Berto Jongman: Richard Yonck on Connecting with Our Connected World — the Coming Explosion of Human Consicousness in Context of an Internet of Things

Cultural Intelligence, Earth Intelligence
0Shares
Berto Jongman
Berto Jongman

Connecting with Our Connected World

Richard Yonck

The Futurist, November-December 2013

We can only really communicate with a tiny fraction of our personal and global environment. But our world and our experience of it are poised to change dramatically as everything becomes increasingly interconnected. Here’s what we can expect in the coming era of the “Internet of Things.”

richard yonck
Richard Yonck

Whether it’s biological cells, electronic systems, or communities of people, networks increase in value as the number of nodes and connections grow. As Metcalfe’s law suggests, increased connectedness can lead to increased value and usefulness.

For many millennia, our ability to communicate was limited to those people with whom we could physically meet and interact. Writing and the ability to create records transcended this limitation, allowing us to communicate with others separated from us by physical space and even time. With the telegraph and telephone, near real-time two-way communication with nearly anyone, anywhere on the planet, became possible.

Our growing interconnectivity has allowed us to share knowledge and ideas, which in turn has advanced society even further. But it was the development of the Internet that really accelerated this process.

Perhaps equally important, our inventions made it possible to improve our communication with the physical world in the form of remote sensors and other telemetry. As computers process more input from satellites, sensors, radio-tagged devices, and so on, it’s been estimated more than 40% of all data will be entirely machine-generated by 2020; that is up from 11% in 2005, according to the 2012 IDC Digital Universe report. This trend will likely continue for some time.

Read full article.

Phi Beta Iota: Technology is not a substitute for thinking.  Top-down data-driven mandates are a very poor alternative to bottom-up multinational and multicultural consensus based on shared human experience.  NSA will never, ever, be able to create a human brain (fits in a hand, uses virtually no energy, does petaflop calculations per nano-second).  The article is recommended as an example of the “singularity” mentality that elevates technology in isolation from humanity while depreciating the value of human attention, thinking, and sharing.  As we continue to diminish our education and automate our idiocy, we are literally burning our seed brain cells.  We can never get them back.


= Directions for this task =
Look for the string "pixels" in the data below, and copy each line that holds it.

++++ Dataset excerpts ++++

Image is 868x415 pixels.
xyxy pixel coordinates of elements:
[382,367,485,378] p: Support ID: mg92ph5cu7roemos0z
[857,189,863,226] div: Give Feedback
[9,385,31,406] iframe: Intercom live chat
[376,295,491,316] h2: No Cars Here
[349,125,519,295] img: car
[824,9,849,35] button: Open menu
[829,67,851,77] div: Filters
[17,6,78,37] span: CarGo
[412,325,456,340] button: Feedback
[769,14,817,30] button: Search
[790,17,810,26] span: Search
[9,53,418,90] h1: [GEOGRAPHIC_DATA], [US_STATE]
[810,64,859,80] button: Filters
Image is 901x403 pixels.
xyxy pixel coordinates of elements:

++++
++++ Dataset excerpts ++++

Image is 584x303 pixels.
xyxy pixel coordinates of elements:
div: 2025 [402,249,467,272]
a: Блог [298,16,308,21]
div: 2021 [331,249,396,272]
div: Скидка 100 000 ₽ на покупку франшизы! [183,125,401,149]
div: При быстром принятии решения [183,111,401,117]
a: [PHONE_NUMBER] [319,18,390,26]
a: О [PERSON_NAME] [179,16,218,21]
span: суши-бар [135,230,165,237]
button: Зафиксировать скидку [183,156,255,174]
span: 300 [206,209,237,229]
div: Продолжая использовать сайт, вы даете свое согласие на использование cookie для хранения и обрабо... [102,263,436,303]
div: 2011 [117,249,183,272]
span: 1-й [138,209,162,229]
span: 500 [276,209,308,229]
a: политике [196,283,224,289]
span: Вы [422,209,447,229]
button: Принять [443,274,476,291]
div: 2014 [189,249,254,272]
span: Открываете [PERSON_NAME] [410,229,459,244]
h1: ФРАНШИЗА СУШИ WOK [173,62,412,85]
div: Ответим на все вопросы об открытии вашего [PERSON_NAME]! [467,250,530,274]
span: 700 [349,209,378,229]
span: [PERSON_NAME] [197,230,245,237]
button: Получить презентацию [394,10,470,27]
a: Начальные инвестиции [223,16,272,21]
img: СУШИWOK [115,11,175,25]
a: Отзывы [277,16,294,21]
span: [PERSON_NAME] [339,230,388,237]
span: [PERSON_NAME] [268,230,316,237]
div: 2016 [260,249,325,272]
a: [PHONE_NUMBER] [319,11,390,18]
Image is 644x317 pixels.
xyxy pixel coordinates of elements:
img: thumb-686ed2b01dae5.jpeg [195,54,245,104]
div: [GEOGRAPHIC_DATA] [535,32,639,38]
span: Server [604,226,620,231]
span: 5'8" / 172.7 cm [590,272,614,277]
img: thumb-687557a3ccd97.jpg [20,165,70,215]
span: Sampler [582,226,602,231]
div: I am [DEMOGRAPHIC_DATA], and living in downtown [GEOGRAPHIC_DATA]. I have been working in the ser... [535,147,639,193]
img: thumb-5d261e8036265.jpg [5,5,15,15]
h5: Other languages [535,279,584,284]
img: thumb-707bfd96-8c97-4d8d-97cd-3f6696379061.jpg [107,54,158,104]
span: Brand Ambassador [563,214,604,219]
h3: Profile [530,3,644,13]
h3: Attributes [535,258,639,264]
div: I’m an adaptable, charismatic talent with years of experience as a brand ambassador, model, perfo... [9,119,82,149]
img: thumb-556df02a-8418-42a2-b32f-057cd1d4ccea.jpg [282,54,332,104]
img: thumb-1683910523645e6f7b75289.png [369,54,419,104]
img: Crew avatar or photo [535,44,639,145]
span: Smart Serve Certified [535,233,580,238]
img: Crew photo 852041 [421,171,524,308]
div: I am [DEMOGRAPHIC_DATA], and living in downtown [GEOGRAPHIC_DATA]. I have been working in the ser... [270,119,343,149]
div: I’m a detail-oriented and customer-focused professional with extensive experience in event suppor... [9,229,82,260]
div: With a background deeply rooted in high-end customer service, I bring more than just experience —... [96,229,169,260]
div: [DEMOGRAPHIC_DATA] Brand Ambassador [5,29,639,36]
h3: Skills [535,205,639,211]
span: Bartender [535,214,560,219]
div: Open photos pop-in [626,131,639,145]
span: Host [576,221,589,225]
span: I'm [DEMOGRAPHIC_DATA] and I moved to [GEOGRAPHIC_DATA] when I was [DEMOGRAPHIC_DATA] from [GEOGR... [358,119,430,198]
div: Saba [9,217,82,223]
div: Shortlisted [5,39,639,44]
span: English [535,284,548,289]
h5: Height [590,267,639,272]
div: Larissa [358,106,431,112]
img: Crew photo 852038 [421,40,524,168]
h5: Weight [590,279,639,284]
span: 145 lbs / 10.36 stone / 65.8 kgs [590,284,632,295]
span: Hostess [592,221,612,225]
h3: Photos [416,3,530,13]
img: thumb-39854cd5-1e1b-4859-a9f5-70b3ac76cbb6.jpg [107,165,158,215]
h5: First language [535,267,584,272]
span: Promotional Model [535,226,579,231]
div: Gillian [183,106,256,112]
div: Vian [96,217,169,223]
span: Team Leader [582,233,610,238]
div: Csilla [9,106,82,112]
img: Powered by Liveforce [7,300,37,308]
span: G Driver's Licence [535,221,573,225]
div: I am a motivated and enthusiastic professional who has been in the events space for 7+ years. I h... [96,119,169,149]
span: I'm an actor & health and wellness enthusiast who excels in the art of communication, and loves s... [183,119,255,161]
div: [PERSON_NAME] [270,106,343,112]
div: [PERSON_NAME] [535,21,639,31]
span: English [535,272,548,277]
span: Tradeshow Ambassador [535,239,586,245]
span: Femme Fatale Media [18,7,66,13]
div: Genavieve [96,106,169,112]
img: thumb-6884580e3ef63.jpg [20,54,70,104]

++++
++++ Dataset excerpts ++++

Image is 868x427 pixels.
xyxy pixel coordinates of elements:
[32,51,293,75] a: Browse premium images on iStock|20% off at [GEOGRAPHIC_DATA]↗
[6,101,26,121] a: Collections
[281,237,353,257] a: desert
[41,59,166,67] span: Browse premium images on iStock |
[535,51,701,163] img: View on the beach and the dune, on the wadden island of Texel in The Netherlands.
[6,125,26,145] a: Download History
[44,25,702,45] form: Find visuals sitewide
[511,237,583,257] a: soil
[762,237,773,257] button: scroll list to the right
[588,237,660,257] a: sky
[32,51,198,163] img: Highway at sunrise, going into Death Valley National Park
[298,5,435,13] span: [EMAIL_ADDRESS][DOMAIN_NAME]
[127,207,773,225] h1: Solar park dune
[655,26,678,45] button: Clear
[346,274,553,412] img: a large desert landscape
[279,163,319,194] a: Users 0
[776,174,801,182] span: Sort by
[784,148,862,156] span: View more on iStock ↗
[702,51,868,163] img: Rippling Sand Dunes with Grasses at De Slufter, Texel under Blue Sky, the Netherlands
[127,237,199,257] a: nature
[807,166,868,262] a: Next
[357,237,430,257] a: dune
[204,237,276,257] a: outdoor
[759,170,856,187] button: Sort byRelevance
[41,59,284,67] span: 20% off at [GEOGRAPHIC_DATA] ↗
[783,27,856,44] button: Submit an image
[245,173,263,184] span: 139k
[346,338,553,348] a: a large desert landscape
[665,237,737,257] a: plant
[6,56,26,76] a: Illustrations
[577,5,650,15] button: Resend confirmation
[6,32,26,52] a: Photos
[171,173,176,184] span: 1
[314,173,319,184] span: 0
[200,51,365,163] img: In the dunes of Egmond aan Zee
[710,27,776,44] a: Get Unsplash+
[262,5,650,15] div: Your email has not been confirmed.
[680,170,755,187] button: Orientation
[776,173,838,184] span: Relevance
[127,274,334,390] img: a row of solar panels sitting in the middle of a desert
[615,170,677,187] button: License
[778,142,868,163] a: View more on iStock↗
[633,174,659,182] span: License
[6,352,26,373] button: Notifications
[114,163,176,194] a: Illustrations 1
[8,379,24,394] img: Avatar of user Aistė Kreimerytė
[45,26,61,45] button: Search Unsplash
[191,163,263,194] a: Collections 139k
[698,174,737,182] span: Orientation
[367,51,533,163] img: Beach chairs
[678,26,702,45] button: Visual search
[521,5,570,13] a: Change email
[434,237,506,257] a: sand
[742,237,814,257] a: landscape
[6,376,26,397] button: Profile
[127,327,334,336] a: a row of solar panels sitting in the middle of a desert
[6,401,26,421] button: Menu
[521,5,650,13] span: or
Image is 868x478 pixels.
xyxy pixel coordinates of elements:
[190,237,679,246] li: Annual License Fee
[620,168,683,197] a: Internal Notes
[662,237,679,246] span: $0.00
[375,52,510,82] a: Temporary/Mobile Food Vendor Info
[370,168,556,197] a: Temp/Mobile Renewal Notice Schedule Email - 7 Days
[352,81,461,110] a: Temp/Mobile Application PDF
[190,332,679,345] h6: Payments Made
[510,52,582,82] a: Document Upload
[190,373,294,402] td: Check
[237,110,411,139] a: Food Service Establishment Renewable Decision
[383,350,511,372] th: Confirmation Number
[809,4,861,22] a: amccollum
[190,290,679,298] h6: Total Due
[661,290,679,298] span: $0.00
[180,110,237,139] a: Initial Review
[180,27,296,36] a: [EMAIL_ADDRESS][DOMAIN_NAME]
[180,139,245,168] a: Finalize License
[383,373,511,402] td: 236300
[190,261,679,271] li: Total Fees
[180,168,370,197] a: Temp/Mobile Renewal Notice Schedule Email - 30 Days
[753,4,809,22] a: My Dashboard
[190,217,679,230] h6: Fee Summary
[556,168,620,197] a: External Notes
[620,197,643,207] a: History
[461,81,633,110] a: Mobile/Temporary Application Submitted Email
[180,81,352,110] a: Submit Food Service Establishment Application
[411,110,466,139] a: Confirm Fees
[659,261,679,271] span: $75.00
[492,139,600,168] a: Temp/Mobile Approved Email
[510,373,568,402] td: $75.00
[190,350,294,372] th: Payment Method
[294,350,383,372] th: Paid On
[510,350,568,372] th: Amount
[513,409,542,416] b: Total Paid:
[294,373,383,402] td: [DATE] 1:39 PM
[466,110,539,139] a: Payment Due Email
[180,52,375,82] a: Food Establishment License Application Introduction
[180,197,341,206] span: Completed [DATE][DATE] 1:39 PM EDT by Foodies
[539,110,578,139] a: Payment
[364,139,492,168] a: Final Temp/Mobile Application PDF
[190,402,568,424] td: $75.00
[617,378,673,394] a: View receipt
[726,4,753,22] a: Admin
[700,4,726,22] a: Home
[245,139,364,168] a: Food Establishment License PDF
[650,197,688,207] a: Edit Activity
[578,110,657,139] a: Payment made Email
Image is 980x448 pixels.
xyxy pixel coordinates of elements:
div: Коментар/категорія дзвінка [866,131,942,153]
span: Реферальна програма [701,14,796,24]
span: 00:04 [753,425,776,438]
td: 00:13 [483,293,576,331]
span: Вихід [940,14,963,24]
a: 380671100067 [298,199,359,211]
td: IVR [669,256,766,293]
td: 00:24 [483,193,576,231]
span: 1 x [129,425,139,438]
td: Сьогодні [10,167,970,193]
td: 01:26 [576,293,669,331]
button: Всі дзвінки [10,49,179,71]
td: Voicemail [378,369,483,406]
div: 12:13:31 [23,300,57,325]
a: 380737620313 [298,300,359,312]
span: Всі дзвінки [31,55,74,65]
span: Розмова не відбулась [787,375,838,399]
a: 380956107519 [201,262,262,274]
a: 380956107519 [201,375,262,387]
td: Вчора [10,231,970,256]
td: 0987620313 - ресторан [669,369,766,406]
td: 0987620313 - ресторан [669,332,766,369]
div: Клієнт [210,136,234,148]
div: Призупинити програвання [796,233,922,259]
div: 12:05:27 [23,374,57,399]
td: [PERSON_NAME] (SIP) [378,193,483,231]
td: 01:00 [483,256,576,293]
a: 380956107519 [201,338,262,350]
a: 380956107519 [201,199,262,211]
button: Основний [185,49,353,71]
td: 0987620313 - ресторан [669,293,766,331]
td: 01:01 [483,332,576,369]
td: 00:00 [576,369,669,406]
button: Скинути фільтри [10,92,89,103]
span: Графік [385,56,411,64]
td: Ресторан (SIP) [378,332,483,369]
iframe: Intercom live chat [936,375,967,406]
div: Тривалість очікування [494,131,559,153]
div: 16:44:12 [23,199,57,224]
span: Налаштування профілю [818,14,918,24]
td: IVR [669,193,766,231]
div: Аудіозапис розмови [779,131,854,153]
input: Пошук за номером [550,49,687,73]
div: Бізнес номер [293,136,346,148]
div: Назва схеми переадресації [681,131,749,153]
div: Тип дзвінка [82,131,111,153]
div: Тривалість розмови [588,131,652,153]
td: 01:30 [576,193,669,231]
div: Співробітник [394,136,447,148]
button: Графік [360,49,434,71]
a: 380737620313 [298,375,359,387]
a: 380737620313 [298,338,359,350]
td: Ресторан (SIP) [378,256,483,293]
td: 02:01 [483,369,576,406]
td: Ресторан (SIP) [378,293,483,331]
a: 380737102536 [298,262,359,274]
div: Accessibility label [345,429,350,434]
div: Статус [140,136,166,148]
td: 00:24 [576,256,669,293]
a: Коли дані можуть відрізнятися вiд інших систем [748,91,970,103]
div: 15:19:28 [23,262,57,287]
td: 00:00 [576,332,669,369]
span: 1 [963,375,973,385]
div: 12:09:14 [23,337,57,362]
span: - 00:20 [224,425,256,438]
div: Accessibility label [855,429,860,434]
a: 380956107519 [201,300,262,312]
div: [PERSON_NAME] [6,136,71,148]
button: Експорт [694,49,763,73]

++++

= Expected answer =
Image is 868x415 pixels.
Image is 901x403 pixels.
Image is 584x303 pixels.
Image is 644x317 pixels.
Image is 868x427 pixels.
Image is 868x478 pixels.
Image is 980x448 pixels.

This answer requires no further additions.